Friday, Apr. 22, 1966
Intuition's Reward
THE PRESIDENCY
"Get back!" the President shouted to Secret Service men restraining the multitude of Mexicans. "Get off that side of the car!" The crowd surged forward, and once again Lyndon Johnson was in his true element, in high gear and high spirits, greeting and meeting the crowds in Mexico City on his first visit to a foreign capital in the 29 months since he became Chief Executive.*
His visit was quick, intuitively right and rewarding. The decision to go south of the border was made during a restless week at the L.B.J. ranch, where Johnson, fretful over the uncertainties of Viet Nam, was persuaded to make the trip. The President has always been partial toward Mexico--Mexican-Americans in his congressional district had in fact given him most constant support--and the Mexicans responded in kind. Some 25,000 greeted the President, Lady Bird, Lynda and Luci at the airport, and enthusiastic shouting crowds of more than 1,000,000--the polite official estimate was twice that many--lined the 9 1/2-mile motorcade route to Mexican President Diaz Ordaz's residence in Chapultepec Park. The procession was often forced to crawl, and Secret Service agents, already tired by the rarefied (7,800 ft.) atmosphere, dropped back in relays for rejuvenating whiffs of oxygen from their own cars.
Sweet Sounds.

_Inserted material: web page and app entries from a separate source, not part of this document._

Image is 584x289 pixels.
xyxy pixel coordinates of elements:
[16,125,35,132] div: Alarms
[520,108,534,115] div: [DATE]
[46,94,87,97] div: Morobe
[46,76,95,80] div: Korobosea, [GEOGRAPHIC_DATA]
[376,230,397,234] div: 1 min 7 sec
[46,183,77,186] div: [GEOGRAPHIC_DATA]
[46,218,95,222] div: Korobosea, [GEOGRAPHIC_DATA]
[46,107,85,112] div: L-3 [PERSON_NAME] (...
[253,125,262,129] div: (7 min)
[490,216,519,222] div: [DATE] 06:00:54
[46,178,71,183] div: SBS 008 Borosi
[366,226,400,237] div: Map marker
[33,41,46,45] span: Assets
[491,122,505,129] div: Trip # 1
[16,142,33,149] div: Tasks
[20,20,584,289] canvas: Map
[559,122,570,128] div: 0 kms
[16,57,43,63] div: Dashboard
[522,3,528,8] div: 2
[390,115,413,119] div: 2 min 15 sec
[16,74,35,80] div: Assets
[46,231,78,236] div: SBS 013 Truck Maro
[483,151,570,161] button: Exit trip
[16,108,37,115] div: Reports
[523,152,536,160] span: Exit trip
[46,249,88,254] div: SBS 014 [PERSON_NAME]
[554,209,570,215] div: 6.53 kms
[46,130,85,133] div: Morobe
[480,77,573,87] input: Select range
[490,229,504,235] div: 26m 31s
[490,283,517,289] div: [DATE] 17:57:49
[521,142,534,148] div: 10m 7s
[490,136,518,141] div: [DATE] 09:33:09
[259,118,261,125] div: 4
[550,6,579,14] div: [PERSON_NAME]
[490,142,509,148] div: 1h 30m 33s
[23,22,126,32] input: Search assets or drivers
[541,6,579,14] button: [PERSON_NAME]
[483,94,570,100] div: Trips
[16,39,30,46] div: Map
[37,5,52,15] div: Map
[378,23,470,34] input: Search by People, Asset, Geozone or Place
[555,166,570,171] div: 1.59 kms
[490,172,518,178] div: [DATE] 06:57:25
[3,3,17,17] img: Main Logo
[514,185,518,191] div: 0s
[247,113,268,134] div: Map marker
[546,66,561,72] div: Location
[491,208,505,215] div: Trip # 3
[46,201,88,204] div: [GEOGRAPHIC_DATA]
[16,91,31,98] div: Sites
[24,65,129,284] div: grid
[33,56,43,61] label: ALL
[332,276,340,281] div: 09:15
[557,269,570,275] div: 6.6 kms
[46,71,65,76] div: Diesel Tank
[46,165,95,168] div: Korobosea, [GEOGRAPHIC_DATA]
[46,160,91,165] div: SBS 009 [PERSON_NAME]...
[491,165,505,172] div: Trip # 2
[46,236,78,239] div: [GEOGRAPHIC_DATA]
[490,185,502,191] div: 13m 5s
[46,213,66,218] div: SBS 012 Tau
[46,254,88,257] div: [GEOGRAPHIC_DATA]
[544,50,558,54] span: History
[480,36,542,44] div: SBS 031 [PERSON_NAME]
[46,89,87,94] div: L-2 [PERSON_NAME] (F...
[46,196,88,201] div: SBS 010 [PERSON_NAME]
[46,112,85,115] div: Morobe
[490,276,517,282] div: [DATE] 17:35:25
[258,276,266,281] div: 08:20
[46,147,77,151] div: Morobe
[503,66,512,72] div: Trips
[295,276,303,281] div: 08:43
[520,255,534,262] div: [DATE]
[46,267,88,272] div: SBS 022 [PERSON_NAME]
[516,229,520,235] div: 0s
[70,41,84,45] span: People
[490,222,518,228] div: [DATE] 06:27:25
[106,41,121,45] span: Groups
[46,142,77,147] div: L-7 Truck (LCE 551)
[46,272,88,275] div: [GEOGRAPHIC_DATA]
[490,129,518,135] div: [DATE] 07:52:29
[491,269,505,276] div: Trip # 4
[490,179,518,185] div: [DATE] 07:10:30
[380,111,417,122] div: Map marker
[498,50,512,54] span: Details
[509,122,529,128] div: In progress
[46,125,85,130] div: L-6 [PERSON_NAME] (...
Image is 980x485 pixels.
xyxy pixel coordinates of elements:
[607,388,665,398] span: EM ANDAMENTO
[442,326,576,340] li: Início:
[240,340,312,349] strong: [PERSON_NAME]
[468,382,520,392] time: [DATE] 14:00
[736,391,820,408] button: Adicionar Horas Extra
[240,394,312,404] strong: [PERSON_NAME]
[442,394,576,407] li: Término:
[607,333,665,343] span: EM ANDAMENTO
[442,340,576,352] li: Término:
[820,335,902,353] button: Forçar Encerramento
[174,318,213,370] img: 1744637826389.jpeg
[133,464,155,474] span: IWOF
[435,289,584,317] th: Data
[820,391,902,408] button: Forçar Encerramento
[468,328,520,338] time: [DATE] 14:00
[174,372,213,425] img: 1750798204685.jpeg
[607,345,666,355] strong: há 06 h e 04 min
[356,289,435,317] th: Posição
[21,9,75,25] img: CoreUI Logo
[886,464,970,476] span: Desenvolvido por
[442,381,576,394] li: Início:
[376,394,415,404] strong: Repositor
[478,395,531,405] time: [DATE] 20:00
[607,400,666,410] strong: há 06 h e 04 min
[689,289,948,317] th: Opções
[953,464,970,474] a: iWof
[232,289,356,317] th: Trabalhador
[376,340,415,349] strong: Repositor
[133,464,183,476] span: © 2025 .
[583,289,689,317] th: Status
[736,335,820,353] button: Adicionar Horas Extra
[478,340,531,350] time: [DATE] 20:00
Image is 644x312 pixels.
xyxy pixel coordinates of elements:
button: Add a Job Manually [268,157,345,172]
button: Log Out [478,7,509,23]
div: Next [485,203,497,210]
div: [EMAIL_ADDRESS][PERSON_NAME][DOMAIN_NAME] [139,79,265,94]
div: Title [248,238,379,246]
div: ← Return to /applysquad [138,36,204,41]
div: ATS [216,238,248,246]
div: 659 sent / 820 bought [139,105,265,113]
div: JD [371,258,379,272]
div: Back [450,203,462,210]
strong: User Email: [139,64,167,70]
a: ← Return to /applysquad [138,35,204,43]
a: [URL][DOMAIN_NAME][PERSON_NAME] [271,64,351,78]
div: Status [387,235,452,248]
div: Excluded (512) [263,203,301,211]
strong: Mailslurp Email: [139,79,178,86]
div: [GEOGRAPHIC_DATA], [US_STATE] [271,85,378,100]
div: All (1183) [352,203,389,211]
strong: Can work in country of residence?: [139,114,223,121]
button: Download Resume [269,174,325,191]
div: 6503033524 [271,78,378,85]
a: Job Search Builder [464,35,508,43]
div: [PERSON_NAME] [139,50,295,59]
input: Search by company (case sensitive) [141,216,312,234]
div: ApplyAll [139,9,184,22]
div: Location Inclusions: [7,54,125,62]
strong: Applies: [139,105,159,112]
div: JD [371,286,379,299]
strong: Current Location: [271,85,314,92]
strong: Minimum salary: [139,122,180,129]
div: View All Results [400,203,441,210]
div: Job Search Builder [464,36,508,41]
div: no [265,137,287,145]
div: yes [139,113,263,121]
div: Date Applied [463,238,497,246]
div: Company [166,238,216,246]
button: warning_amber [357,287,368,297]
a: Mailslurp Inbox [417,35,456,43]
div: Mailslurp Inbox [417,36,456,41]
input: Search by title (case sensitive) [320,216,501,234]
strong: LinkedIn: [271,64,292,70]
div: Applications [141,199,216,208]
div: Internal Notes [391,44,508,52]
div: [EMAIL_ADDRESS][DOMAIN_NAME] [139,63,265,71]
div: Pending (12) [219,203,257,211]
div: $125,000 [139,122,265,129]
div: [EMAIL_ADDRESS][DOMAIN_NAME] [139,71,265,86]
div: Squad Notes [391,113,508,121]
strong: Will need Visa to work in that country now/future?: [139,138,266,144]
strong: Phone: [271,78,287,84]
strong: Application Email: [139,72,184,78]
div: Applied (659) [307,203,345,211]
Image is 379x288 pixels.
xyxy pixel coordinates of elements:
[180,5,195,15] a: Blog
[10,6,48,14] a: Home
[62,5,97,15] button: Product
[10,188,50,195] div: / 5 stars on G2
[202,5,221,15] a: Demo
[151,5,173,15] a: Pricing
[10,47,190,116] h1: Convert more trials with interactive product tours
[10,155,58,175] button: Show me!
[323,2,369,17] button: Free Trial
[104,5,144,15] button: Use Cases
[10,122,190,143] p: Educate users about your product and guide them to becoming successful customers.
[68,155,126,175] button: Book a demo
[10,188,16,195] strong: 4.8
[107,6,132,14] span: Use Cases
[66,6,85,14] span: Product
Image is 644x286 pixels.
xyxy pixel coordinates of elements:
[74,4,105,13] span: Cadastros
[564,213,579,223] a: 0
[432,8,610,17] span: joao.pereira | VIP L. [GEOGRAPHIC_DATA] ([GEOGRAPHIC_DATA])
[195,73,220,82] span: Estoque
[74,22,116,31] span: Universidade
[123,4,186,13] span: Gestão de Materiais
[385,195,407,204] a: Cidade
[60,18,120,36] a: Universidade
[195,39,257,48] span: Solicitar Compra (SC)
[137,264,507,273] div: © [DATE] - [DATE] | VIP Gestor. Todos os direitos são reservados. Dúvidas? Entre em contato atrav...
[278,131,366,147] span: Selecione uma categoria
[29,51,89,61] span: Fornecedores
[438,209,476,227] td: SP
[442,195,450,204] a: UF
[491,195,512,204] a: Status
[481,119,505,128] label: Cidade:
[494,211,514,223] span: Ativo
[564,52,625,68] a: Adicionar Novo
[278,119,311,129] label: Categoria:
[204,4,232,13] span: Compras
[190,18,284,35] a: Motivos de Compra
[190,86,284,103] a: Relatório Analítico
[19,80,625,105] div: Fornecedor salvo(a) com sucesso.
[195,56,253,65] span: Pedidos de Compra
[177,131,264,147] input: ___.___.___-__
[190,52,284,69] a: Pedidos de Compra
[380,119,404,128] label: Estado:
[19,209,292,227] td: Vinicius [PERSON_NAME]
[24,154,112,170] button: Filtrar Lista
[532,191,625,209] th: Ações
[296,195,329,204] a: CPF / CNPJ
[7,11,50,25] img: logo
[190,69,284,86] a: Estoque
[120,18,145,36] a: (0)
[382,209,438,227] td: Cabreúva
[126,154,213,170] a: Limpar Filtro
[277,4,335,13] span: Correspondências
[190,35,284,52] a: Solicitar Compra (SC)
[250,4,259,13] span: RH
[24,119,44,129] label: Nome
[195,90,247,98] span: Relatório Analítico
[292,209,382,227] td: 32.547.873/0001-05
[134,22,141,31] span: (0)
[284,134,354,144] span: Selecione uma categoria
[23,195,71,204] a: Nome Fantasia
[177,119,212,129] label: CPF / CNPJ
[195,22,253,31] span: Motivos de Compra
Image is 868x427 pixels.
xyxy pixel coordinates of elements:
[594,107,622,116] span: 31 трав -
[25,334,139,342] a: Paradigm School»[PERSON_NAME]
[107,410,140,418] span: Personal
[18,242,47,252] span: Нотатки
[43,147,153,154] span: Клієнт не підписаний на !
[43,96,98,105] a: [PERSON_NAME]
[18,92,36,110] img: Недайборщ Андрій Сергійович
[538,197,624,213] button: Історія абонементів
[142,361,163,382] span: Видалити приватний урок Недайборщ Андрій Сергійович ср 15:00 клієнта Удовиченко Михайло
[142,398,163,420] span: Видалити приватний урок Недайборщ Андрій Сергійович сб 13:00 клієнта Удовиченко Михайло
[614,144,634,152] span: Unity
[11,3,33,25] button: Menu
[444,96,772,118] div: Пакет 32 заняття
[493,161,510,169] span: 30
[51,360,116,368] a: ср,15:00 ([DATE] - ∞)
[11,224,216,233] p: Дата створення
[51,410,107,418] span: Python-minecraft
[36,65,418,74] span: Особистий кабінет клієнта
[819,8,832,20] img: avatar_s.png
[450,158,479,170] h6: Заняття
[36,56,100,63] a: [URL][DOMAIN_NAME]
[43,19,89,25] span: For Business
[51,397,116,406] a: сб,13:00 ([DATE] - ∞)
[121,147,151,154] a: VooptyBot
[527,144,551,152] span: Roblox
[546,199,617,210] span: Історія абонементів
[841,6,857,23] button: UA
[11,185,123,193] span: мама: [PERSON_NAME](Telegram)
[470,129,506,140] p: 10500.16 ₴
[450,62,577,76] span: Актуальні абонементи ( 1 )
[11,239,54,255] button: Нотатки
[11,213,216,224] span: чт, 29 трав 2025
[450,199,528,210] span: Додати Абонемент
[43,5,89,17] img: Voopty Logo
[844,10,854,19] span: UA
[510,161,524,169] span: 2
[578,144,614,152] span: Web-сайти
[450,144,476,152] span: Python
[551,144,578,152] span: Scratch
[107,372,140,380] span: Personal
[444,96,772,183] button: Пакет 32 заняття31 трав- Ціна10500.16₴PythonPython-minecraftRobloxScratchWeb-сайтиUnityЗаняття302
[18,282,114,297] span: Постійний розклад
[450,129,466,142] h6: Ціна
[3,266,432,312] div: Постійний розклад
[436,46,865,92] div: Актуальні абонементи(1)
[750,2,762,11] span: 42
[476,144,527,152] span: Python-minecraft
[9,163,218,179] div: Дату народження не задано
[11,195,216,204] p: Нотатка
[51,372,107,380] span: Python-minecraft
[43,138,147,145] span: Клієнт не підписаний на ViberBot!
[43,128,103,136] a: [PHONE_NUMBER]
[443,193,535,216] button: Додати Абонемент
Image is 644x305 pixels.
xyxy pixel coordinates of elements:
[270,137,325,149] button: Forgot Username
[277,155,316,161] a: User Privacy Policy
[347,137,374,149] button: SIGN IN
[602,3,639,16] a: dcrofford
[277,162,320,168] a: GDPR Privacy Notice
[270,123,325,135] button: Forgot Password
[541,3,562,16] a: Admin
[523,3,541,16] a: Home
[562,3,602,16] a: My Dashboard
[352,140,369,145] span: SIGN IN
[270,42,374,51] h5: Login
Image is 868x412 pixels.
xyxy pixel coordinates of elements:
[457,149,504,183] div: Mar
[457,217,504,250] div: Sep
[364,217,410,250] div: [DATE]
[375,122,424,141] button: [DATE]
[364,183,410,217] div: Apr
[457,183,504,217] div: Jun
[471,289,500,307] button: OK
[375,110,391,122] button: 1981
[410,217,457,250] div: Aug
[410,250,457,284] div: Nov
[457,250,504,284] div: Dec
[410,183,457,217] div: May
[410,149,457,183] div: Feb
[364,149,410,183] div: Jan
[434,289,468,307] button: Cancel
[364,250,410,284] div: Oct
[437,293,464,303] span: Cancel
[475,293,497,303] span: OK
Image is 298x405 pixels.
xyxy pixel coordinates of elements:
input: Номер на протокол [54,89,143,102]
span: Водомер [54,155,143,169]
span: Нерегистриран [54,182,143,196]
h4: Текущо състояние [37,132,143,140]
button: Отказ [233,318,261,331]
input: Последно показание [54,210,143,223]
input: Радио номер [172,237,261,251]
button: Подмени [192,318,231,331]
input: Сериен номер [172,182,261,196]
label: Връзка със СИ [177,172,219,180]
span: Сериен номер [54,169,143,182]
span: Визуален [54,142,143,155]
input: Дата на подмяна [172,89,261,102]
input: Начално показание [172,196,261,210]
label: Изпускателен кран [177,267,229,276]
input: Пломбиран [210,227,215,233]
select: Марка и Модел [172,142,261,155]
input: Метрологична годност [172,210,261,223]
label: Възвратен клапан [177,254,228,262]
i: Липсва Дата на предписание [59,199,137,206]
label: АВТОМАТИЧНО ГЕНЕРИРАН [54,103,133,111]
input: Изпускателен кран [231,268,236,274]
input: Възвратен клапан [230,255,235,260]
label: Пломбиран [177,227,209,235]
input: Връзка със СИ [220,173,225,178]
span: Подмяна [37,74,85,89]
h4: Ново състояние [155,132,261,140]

Johnson, standing with Diaz Ordaz throughout the 2 1/2-hour ride, fairly floated in the tumult, holding his hands above his head like a victorious prizefighter or making an "O.K." sign with circled thumb and forefinger. "I've never seen anything like this anywhere," he exulted from the steps of Los Pinos, home of Mexican Presidents. "I've always known the Mexican people were generous, stimulating people, but I never saw such inspiration and stimulation as in those faces. I think it was the most wonderful reception I have ever had anywhere in the world." Later, while L.B.J. conferred with Diaz Ordaz, Lady Bird took the opportunity to visit the new National Museum of Anthropology (TIME, June 25), one of the most magnificent museums of its kind in the world.
Mexico's oles sounded all the sweeter in view of Washington's assumption that U.S. intervention in the Dominican Republic had tarnished Johnson's image south of the border, that he could never hope to gain the affection and instinctive trust that Latin Americans awarded President Kennedy. With scant advance notice, Johnson drew crowds only slightly smaller than those Kennedy received on a long-planned visit in 1962. "Who said we couldn't go to Latin America?" demanded Johnson. "Who said the Dominican Republic disgraced us?"
Bright Promise. Though it lasted only 24 1/2 hours and had no pressing diplomatic purpose--relations between the U.S. and Mexico have rarely been so warm as they are now--the visit raised bright hope for renewed inter-American solidarity in the Johnson presidency. Dedicating a statue of Abraham Lincoln, a $150,000 gift from the American people, Johnson enunciated eight principles of cooperation and respect for hemisphere relations and offered to take part in a Latino summit conference to revivify the Alliance for Progress.
"We of this hemisphere," he said, "are engaged in a vast social revolution touching the lives of millions of people on two continents. Like Lincoln's, this is a test of whether freedom can work. It is a test of whether men, through liberty, can overcome the weight of the past and lift from their brothers the blight of hunger, the blindness of ignorance, and the burden of disease."
Back in Texas at week's end, Johnson quickly moved to back up his promises, let it be known that he and his wife may be making more southern trips, and ordered U.S. ambassadors in South America to begin the laborious task of reshaping the Alliance. To fill a vacant embassy in Rio de Janeiro he named John W. Tuthill, 55, U.S. representative to the European Common Market since 1962. And how did he feel about the trip? "To say he was pleased," understated Press Secretary Bill Moyers, "is an understatement."
*His only other trip out of the U.S. was to Vancouver, B.C., in September 1964 for a ceremony marking ratification of a Columbia River-development treaty with Canada.